This used to be out of question, because double-stranded RNA was so expensive to make. “You could spend $600 on a kit and get 2 milligrams of double-stranded RNA – that’s enough to influence about 20 insects,” says Hunter. Things changed in 2009, when a USbased company called Beeologics developed a cheap way to mass-produce it. “That was the year that the world changed for entomology,” says Hunter, who worked with Beeologics before it was acquired by Monsanto in 2011. What’s more, RNAs can be used to “vaccinate” invertebrates against viruses as well as to kill them. Given that RNA interference evolved as a defence mechanism, Wayne Hunter’s team tried creating an RNA to target a virus implicated in colony collapse disorder – a mysterious phenomenon that has led to alarming drops in bee populations. The approach worked: feeding honeybees with a sugar solution containing the RNAs helped the bees fend off infection. “Normally entomologists like me work out ways to kill insects,” says Hunter. “Here we are

Although our cells do not generate siRNA molecules in anything like the numbers that plants, worms and insect cells do, they do generate superficially similar short RNAs called microRNA (miRNA). These molecules help regulate gene expression (New Scientist, 28 June 2008, p 44). And like plant siRNAs, they can move: a number of studies over the past decade have found tiny quantities of these miRNAs in human blood, urine and breast milk.

Hidden messages

“Feeding RNAs to bees helped them fend off infection” saying this technology can be used to protect insect species too.” More recently, the approach has been used to protect other commercially important species against viral infection – including silkworms and farmed Pacific white shrimp. Nevertheless, many researchers are far from convinced that we understand enough about the possible effects of exploiting RNA interference, particularly when used as a pesticide. “To attempt to use this technology at this current stage of understanding would be more naive than our use of DDT in the 1950s,” the US National Honey Bee Advisory Board warned last year. Undoubtedly, there are still many questions to be answered. A big one is whether RNAs really will affect only a single species, or if an RNA intended to kill one insect species could affect others if they are somehow exposed. And because RNAi works, after a fashion, in mammals, and insects are vulnerable to wandering RNA in the food they eat, does that mean it might have an effect on us?
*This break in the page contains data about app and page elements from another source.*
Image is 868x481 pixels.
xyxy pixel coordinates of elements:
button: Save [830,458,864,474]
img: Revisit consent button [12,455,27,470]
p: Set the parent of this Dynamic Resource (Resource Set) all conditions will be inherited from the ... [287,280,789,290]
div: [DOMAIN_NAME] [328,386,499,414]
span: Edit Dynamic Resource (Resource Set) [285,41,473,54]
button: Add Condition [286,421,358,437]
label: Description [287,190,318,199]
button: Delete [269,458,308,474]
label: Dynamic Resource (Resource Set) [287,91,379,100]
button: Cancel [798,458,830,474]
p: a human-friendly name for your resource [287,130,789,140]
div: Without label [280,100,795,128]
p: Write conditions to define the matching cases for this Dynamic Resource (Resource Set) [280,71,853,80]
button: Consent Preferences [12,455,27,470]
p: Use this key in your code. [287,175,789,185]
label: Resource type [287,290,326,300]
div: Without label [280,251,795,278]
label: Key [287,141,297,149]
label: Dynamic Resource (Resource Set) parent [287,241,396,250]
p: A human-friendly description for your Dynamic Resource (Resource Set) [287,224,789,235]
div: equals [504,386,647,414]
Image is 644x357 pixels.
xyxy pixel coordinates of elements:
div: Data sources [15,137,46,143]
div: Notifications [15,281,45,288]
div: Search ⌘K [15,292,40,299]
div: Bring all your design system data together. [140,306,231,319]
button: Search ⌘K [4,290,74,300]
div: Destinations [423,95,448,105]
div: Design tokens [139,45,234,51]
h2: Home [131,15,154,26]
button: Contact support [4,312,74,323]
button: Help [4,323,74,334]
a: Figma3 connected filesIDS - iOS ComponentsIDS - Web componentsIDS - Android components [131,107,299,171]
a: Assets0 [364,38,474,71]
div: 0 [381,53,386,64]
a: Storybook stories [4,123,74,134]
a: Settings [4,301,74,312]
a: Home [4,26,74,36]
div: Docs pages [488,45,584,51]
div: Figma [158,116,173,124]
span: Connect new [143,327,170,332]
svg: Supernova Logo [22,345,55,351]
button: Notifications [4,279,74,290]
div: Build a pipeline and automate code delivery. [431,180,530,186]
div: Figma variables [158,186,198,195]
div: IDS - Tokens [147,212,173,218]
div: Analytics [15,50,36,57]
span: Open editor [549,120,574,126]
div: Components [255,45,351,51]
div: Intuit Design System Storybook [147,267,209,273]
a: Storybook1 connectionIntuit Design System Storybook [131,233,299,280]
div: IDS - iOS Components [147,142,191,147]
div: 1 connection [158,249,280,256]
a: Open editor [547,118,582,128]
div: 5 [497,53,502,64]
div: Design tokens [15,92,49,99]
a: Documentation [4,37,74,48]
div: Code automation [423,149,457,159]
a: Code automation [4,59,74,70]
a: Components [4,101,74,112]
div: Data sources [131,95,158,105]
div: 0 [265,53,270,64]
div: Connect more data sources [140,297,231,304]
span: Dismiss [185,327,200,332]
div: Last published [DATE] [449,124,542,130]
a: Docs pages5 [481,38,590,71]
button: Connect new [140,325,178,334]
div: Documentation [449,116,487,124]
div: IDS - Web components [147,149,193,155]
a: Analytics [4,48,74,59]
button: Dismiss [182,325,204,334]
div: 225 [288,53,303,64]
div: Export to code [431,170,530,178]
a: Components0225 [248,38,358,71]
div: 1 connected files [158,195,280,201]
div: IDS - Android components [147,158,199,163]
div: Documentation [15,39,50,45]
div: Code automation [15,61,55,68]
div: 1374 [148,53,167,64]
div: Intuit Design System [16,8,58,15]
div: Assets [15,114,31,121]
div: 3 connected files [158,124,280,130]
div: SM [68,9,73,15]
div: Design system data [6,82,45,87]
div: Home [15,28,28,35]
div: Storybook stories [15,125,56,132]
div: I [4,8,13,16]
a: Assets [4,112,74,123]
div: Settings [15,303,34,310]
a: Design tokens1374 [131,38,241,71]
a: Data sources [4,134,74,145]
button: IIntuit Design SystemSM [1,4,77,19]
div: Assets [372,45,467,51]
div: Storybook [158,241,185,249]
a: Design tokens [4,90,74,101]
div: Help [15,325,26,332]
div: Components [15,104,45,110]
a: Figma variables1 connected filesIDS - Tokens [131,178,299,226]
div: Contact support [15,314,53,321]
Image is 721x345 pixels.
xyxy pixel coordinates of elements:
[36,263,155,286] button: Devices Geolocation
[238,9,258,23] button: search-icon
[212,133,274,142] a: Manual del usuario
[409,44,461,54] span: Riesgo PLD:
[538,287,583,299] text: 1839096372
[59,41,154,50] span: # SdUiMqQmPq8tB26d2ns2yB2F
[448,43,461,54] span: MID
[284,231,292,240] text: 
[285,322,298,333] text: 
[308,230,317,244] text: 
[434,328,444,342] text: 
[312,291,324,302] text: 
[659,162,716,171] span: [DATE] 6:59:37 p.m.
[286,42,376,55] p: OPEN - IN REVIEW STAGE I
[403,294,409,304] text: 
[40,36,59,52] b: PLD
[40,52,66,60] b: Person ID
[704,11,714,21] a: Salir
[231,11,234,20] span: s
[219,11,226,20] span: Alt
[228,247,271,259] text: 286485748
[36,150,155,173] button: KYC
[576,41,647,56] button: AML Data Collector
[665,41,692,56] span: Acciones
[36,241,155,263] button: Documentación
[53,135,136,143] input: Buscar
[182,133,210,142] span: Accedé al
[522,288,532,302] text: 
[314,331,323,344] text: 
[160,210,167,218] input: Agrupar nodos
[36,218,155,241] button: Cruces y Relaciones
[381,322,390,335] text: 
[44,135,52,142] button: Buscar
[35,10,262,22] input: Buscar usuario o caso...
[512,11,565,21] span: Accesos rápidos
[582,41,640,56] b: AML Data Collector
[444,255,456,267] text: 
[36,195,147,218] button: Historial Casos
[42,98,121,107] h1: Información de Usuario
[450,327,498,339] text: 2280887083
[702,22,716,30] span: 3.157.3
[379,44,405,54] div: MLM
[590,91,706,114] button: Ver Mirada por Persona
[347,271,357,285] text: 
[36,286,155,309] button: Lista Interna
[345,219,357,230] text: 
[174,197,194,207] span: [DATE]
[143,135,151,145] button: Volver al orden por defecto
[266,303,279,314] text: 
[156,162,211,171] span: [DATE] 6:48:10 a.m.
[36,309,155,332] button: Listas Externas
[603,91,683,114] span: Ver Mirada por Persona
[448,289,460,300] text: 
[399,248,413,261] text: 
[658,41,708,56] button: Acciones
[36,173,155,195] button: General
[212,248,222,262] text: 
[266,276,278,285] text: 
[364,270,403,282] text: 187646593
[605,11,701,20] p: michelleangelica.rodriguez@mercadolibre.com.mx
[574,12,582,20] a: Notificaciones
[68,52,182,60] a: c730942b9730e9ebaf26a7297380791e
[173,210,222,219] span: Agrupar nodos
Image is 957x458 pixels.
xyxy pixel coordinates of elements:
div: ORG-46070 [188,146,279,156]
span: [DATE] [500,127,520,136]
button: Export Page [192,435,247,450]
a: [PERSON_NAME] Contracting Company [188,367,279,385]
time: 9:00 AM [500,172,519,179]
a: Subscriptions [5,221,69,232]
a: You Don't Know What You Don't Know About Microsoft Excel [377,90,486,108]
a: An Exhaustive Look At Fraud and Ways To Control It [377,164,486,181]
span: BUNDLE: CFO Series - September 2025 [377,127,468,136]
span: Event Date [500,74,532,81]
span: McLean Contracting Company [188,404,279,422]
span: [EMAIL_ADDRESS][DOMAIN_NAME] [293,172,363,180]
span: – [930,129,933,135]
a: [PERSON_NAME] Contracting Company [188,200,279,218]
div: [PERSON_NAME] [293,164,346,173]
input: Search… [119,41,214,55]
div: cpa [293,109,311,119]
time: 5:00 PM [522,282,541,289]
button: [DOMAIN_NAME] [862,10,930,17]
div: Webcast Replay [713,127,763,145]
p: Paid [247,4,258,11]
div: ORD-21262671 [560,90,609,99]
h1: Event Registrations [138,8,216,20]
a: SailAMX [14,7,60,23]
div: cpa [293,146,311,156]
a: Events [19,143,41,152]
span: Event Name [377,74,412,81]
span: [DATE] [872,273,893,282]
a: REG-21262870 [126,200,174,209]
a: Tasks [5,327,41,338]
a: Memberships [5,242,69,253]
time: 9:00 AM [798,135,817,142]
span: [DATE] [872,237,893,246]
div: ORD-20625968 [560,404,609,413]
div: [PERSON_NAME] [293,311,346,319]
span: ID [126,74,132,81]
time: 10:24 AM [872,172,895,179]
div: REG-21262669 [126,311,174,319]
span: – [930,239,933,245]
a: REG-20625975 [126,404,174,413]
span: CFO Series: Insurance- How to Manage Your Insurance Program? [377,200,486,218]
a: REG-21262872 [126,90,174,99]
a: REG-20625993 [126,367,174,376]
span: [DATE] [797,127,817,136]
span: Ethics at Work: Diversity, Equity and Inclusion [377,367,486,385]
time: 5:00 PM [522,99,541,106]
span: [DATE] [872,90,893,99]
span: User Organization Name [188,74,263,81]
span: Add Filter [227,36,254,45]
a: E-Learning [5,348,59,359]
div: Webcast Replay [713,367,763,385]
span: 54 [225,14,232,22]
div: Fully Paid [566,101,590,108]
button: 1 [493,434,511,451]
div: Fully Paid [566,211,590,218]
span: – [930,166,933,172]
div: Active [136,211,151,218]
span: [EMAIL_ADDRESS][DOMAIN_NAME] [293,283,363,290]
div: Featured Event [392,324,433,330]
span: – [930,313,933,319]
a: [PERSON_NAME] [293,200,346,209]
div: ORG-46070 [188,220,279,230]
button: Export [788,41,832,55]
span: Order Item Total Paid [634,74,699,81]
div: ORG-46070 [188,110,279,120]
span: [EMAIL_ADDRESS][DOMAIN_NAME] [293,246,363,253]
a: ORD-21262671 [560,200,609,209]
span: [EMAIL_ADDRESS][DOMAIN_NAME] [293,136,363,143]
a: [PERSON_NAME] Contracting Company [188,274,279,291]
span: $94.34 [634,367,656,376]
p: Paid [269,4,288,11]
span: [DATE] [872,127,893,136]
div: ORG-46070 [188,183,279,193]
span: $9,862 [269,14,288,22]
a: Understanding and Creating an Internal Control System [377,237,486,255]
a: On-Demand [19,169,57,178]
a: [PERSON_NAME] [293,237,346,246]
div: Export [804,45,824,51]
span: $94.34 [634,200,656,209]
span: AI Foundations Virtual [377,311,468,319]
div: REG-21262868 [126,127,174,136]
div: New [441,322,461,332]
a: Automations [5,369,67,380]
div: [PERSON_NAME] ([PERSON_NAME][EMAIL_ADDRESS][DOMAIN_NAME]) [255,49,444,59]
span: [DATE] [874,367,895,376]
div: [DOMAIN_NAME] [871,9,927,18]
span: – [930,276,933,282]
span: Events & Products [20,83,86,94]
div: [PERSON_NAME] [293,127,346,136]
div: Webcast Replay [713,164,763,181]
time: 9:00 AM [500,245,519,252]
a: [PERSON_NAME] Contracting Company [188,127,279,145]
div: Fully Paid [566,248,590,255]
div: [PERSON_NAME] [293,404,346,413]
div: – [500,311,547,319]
A study published in 2011 suggested that might be the case: fragments of RNA from some vegetables and cereals could be found in human blood, it claimed, and some of those fragments were able to change gene expression in mammal cells growing in a dish. But a spate of subsequent studies suggested otherwise. That is not surprising given that medical researchers are finding it hard to trigger RNA interference in mammals. The long double-stranded RNAs that work a treat in invertebrates don’t work in mammals at all. To make them work, you’ve got to get short siRNAs inside cells, and even injecting RNAs directly into the bloodstream isn’t enough. So it seems that mammals, at least, will not be susceptible to RNA pesticides. “Nonetheless, as a scientist you can’t be too sceptical,” says Voinnet. “You have to be open and admit there is a possibility. This is why my group, among many others, are now pooling efforts as part of a big project to address this and other issues of RNA interference movement in mammals.” Voinnet is referring to a multimillion-dollar project funded by the US National Institutes of Health, which includes Craig Hunter’s group. One of its focuses is a form of wandering RNA that we know for sure is found in our bodies.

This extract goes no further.